I have long been a fan of Reginald Hill’s crime writing and especially his books starring Dalziel and Pascoe. There were a couple of series made for television based on the books and I enjoyed the one featuring Colin Buchanan and Warren Clarke even if the programmes diverged significantly from the books after the first few episodes – I still have the faces of the actors playing the main characters in my head when I read the books.
I am currently rereading this series and have come to book 21 A Cure for All Diseases. This follows on directly from The Death of Dalziel which I review here. Not unexpectedly, Andy Dalziel is not dead at all but his experiences and injuries sustained in the previous case have resulted in him having to have rehabilitation to recover his fitness. To do this he enters a residential/nursing home in the fictional seaside resort of Sandytown (which to me rather resembles Scarborough). He is soon heavily embroiled in the local happenings and is a witness to much which will be useful when a murder takes place and his own team are called in to investigate.
This book is told partly as an audio diary by Andy Dalziel himself. This is excellent as we don’t often get his point of view in the books and his way of looking at things is unique and highly entertaining. Part of the story is also told in a series of emails by one of the characters who is new on the scene and is writing her impressions to her sister who is in Africa. The two have very different narrative voices and see the same events from their own point of view. I love books told in letter or diary form so I enjoyed this and I also liked the way that the existence of both the emails and the diary become part of the story too.
The woman who has been murdered is a local dignitary with lots of relatives from her several marriages. She wants to increase the profile of Sandytown so that her businesses will make more money but there are a lot of people in town who don’t like her. There are lots of other characters, all interconnected and many of whom have motives for the murder. In fact, I thought that there were a few too many characters which meant that lots of people had motives but a few of them didn’t feature much in the book and only made a few appearances. I felt that the cast list could have been trimmed down a bit. For those of us who have followed the series the investigators are already familiar and I really wouldn’t recommend this book if you haven’t previously met them as the author does take your recognition of them for granted. There is also a series recurring character, Franny Roote, who seems to exist to make life complicated for the team (and also for the reader).
Reginald Hill’s Dalziel and Pascoe books are great crime stories. Each one is slightly different and the author experiments with lots of styles and ways of telling crime stories. This book is based on Jane Austen’s unfinished novel Sanditon and it is interesting to see how the author has brought the characters into the modern day. This is not the best book in the series (that is On Beulah Height which I review here) but it is a very enjoyable read and it is entertaining to see Dalziel vulnerable for a change – although, of course, he does have the last word.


EXERCISE AIM:
A faithful copy of the whole listing is required, with nothing left out.

DATA:
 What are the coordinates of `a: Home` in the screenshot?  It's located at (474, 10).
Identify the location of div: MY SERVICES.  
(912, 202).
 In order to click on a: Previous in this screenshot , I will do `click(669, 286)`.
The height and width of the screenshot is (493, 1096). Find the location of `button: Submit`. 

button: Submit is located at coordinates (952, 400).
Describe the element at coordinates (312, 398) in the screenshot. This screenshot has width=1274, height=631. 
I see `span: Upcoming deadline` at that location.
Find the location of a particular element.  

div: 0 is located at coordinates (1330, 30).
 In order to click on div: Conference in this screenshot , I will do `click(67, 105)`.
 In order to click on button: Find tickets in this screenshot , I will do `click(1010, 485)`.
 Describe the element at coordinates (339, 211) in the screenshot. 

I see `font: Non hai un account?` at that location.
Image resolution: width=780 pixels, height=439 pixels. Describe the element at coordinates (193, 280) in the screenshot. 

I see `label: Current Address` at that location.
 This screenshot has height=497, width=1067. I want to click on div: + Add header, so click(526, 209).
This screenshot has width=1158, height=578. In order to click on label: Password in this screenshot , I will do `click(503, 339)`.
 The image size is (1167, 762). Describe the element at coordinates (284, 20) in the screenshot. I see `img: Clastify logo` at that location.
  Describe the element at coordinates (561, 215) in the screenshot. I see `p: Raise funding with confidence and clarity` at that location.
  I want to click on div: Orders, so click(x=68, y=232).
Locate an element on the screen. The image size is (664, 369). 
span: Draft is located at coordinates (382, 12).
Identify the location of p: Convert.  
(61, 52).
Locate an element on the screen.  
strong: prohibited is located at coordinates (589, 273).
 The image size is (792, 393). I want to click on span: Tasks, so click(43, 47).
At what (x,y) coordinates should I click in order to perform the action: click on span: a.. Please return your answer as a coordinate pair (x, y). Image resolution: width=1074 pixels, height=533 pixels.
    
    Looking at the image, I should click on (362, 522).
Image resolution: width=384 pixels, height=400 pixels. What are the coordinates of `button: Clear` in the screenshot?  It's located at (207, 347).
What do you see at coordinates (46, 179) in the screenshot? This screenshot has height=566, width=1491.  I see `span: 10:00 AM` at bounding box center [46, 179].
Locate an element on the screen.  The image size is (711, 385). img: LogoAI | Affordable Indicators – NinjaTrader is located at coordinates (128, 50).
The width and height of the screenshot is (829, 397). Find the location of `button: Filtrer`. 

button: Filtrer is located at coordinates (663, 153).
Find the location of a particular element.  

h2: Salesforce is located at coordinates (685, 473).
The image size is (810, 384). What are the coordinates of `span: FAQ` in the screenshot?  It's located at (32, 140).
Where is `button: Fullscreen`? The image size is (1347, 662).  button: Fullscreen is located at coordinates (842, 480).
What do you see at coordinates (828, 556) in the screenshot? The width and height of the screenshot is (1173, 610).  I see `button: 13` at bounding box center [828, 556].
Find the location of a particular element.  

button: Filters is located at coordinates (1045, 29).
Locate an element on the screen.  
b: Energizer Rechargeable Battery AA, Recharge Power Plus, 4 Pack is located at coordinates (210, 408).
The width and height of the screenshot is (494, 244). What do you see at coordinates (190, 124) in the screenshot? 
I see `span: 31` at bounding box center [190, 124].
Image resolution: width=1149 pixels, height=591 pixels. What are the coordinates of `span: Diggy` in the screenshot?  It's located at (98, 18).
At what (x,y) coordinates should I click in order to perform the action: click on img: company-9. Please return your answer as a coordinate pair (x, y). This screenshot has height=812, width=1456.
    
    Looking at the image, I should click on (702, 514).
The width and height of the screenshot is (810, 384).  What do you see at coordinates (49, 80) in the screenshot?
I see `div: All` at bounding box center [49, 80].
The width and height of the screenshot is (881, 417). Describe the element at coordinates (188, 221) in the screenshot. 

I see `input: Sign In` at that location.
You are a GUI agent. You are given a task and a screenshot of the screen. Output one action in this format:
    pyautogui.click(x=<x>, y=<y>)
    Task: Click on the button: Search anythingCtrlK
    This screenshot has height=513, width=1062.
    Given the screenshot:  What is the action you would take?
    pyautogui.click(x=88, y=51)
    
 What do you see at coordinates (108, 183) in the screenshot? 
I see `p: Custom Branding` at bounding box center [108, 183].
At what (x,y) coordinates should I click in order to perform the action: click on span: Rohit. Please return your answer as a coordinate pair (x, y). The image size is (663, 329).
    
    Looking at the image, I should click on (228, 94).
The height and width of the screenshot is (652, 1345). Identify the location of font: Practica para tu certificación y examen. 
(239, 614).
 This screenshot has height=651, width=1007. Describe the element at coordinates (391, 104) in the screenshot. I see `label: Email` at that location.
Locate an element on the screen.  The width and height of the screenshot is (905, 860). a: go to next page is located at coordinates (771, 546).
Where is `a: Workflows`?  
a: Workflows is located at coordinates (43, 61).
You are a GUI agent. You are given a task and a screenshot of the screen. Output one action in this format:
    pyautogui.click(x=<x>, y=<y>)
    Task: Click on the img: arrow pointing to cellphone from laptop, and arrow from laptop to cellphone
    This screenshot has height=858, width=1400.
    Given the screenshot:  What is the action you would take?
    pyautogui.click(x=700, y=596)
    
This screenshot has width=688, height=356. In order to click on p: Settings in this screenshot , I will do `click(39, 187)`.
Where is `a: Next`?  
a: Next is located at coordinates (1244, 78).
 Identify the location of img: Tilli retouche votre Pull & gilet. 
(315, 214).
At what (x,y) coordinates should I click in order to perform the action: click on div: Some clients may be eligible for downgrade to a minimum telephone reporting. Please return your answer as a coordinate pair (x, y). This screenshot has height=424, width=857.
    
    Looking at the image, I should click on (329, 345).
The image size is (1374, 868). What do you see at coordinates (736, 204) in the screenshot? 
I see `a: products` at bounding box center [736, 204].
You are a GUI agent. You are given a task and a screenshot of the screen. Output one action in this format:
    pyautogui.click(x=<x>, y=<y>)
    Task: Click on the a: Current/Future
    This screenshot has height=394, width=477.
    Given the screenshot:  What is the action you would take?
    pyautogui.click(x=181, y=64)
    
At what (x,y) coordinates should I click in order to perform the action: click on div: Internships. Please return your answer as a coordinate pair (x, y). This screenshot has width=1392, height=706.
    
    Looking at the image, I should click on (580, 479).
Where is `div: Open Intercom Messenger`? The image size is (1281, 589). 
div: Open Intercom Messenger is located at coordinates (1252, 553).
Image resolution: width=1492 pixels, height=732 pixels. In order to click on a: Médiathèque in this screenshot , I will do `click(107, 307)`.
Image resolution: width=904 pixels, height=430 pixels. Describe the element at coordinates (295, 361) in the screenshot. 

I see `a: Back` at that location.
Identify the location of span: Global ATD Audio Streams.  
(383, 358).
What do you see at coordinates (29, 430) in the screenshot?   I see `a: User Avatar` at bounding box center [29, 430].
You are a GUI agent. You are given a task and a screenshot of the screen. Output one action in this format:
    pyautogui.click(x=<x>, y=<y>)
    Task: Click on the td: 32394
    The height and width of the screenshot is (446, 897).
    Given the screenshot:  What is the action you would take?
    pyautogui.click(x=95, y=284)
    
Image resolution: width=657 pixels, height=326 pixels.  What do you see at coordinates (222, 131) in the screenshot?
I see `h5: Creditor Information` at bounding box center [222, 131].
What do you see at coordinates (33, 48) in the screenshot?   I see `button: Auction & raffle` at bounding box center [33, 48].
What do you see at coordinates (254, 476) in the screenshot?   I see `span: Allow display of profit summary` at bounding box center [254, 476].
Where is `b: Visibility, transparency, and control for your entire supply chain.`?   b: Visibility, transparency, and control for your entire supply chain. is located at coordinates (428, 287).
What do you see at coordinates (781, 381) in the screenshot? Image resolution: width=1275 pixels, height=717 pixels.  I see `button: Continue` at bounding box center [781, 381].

ANSWER FOR THE TASK:
 What are the coordinates of `a: Home` in the screenshot?  It's located at (474, 10).
Identify the location of div: MY SERVICES.  
(912, 202).
 In order to click on a: Previous in this screenshot , I will do `click(669, 286)`.
The height and width of the screenshot is (493, 1096). Find the location of `button: Submit`. 

button: Submit is located at coordinates (952, 400).
Describe the element at coordinates (312, 398) in the screenshot. This screenshot has width=1274, height=631. 
I see `span: Upcoming deadline` at that location.
Find the location of a particular element.  

div: 0 is located at coordinates (1330, 30).
 In order to click on div: Conference in this screenshot , I will do `click(67, 105)`.
 In order to click on button: Find tickets in this screenshot , I will do `click(1010, 485)`.
 Describe the element at coordinates (339, 211) in the screenshot. 

I see `font: Non hai un account?` at that location.
Image resolution: width=780 pixels, height=439 pixels. Describe the element at coordinates (193, 280) in the screenshot. 

I see `label: Current Address` at that location.
 This screenshot has height=497, width=1067. I want to click on div: + Add header, so click(526, 209).
This screenshot has width=1158, height=578. In order to click on label: Password in this screenshot , I will do `click(503, 339)`.
 The image size is (1167, 762). Describe the element at coordinates (284, 20) in the screenshot. I see `img: Clastify logo` at that location.
  Describe the element at coordinates (561, 215) in the screenshot. I see `p: Raise funding with confidence and clarity` at that location.
  I want to click on div: Orders, so click(x=68, y=232).
Locate an element on the screen. The image size is (664, 369). 
span: Draft is located at coordinates (382, 12).
Identify the location of p: Convert.  
(61, 52).
Locate an element on the screen.  
strong: prohibited is located at coordinates (589, 273).
 The image size is (792, 393). I want to click on span: Tasks, so click(43, 47).
At what (x,y) coordinates should I click in order to perform the action: click on span: a.. Please return your answer as a coordinate pair (x, y). Image resolution: width=1074 pixels, height=533 pixels.
    
    Looking at the image, I should click on (362, 522).
Image resolution: width=384 pixels, height=400 pixels. What are the coordinates of `button: Clear` in the screenshot?  It's located at (207, 347).
What do you see at coordinates (46, 179) in the screenshot? This screenshot has height=566, width=1491.  I see `span: 10:00 AM` at bounding box center [46, 179].
Locate an element on the screen.  The image size is (711, 385). img: LogoAI | Affordable Indicators – NinjaTrader is located at coordinates (128, 50).
The width and height of the screenshot is (829, 397). Find the location of `button: Filtrer`. 

button: Filtrer is located at coordinates (663, 153).
Find the location of a particular element.  

h2: Salesforce is located at coordinates (685, 473).
The image size is (810, 384). What are the coordinates of `span: FAQ` in the screenshot?  It's located at (32, 140).
Where is `button: Fullscreen`? The image size is (1347, 662).  button: Fullscreen is located at coordinates (842, 480).
What do you see at coordinates (828, 556) in the screenshot? The width and height of the screenshot is (1173, 610).  I see `button: 13` at bounding box center [828, 556].
Find the location of a particular element.  

button: Filters is located at coordinates (1045, 29).
Locate an element on the screen.  
b: Energizer Rechargeable Battery AA, Recharge Power Plus, 4 Pack is located at coordinates (210, 408).
The width and height of the screenshot is (494, 244). What do you see at coordinates (190, 124) in the screenshot? 
I see `span: 31` at bounding box center [190, 124].
Image resolution: width=1149 pixels, height=591 pixels. What are the coordinates of `span: Diggy` in the screenshot?  It's located at (98, 18).
At what (x,y) coordinates should I click in order to perform the action: click on img: company-9. Please return your answer as a coordinate pair (x, y). This screenshot has height=812, width=1456.
    
    Looking at the image, I should click on (702, 514).
The width and height of the screenshot is (810, 384).  What do you see at coordinates (49, 80) in the screenshot?
I see `div: All` at bounding box center [49, 80].
The width and height of the screenshot is (881, 417). Describe the element at coordinates (188, 221) in the screenshot. 

I see `input: Sign In` at that location.
You are a GUI agent. You are given a task and a screenshot of the screen. Output one action in this format:
    pyautogui.click(x=<x>, y=<y>)
    Task: Click on the button: Search anythingCtrlK
    This screenshot has height=513, width=1062.
    Given the screenshot:  What is the action you would take?
    pyautogui.click(x=88, y=51)
    
 What do you see at coordinates (108, 183) in the screenshot? 
I see `p: Custom Branding` at bounding box center [108, 183].
At what (x,y) coordinates should I click in order to perform the action: click on span: Rohit. Please return your answer as a coordinate pair (x, y). The image size is (663, 329).
    
    Looking at the image, I should click on (228, 94).
The height and width of the screenshot is (652, 1345). Identify the location of font: Practica para tu certificación y examen. 
(239, 614).
 This screenshot has height=651, width=1007. Describe the element at coordinates (391, 104) in the screenshot. I see `label: Email` at that location.
Locate an element on the screen.  The width and height of the screenshot is (905, 860). a: go to next page is located at coordinates (771, 546).
Where is `a: Workflows`?  
a: Workflows is located at coordinates (43, 61).
You are a GUI agent. You are given a task and a screenshot of the screen. Output one action in this format:
    pyautogui.click(x=<x>, y=<y>)
    Task: Click on the img: arrow pointing to cellphone from laptop, and arrow from laptop to cellphone
    This screenshot has height=858, width=1400.
    Given the screenshot:  What is the action you would take?
    pyautogui.click(x=700, y=596)
    
This screenshot has width=688, height=356. In order to click on p: Settings in this screenshot , I will do `click(39, 187)`.
Where is `a: Next`?  
a: Next is located at coordinates (1244, 78).
 Identify the location of img: Tilli retouche votre Pull & gilet. 
(315, 214).
At what (x,y) coordinates should I click in order to perform the action: click on div: Some clients may be eligible for downgrade to a minimum telephone reporting. Please return your answer as a coordinate pair (x, y). This screenshot has height=424, width=857.
    
    Looking at the image, I should click on (329, 345).
The image size is (1374, 868). What do you see at coordinates (736, 204) in the screenshot? 
I see `a: products` at bounding box center [736, 204].
You are a GUI agent. You are given a task and a screenshot of the screen. Output one action in this format:
    pyautogui.click(x=<x>, y=<y>)
    Task: Click on the a: Current/Future
    This screenshot has height=394, width=477.
    Given the screenshot:  What is the action you would take?
    pyautogui.click(x=181, y=64)
    
At what (x,y) coordinates should I click in order to perform the action: click on div: Internships. Please return your answer as a coordinate pair (x, y). This screenshot has width=1392, height=706.
    
    Looking at the image, I should click on (580, 479).
Where is `div: Open Intercom Messenger`? The image size is (1281, 589). 
div: Open Intercom Messenger is located at coordinates (1252, 553).
Image resolution: width=1492 pixels, height=732 pixels. In order to click on a: Médiathèque in this screenshot , I will do `click(107, 307)`.
Image resolution: width=904 pixels, height=430 pixels. Describe the element at coordinates (295, 361) in the screenshot. 

I see `a: Back` at that location.
Identify the location of span: Global ATD Audio Streams.  
(383, 358).
What do you see at coordinates (29, 430) in the screenshot?   I see `a: User Avatar` at bounding box center [29, 430].
You are a GUI agent. You are given a task and a screenshot of the screen. Output one action in this format:
    pyautogui.click(x=<x>, y=<y>)
    Task: Click on the td: 32394
    The height and width of the screenshot is (446, 897).
    Given the screenshot:  What is the action you would take?
    pyautogui.click(x=95, y=284)
    
Image resolution: width=657 pixels, height=326 pixels.  What do you see at coordinates (222, 131) in the screenshot?
I see `h5: Creditor Information` at bounding box center [222, 131].
What do you see at coordinates (33, 48) in the screenshot?   I see `button: Auction & raffle` at bounding box center [33, 48].
What do you see at coordinates (254, 476) in the screenshot?   I see `span: Allow display of profit summary` at bounding box center [254, 476].
Where is `b: Visibility, transparency, and control for your entire supply chain.`?   b: Visibility, transparency, and control for your entire supply chain. is located at coordinates (428, 287).
What do you see at coordinates (781, 381) in the screenshot? Image resolution: width=1275 pixels, height=717 pixels.  I see `button: Continue` at bounding box center [781, 381].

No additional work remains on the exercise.